See RACIAL BIAS, page 8
NAACP files brief in support of University of Texas Admissions Standards Case BALTIMORE – The National Association for the Advancement of Colored People (NAACP) and its Texas State Conference this week filed an amicus brief with the U.S. Supreme Court supporting admissions standards at the University of Texas at Austin. In a brief filed Monday, lawyers for the NAACP asked the court to continue allowing a “holistic review” of student performance when determining entry for college applicants. “Race is merely a fraction of one factor that admissions officers may consider when looking at an applicant as a unique individual,” the brief states.

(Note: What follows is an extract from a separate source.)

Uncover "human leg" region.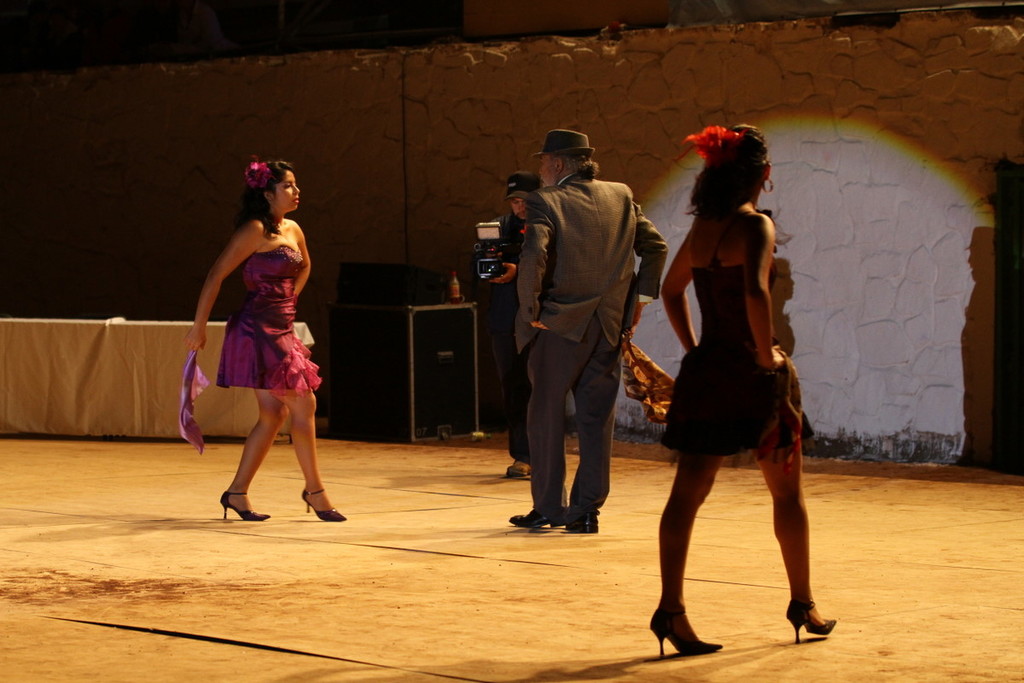
Uncovered: rect(229, 394, 288, 517).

“UT’s constitutionally permissible holistic review process recognizes the simple truth that race is still relevant in American society, and that race may help shape and inform individual perspectives and experiences.” This is the second time the Court will hear arguments in the case filed by Texas resident Abigail Fisher, who was denied admission to the university in 2008 and challenged the decision in federal court, claiming that the university’s consideration of race in its admissions process violates the Equal Protection Clause of the U.S. Constitution. The case was sent back to the Fifth Court
of Appeals, which upheld its previous ruling. In the brief, attorneys for the NAACP cite the long history of racial segregation in Texas, which creates a compelling interest for the university to seek racial and ethnic diversity in its student body. The brief also notes that Fisher failed to meet threshold academic qualifications and therefore was not injured by the university’s consideration of the race of any applicant who did meet those threshold standards. Oral arguments in Fisher vs. Texas are scheduled for December 9.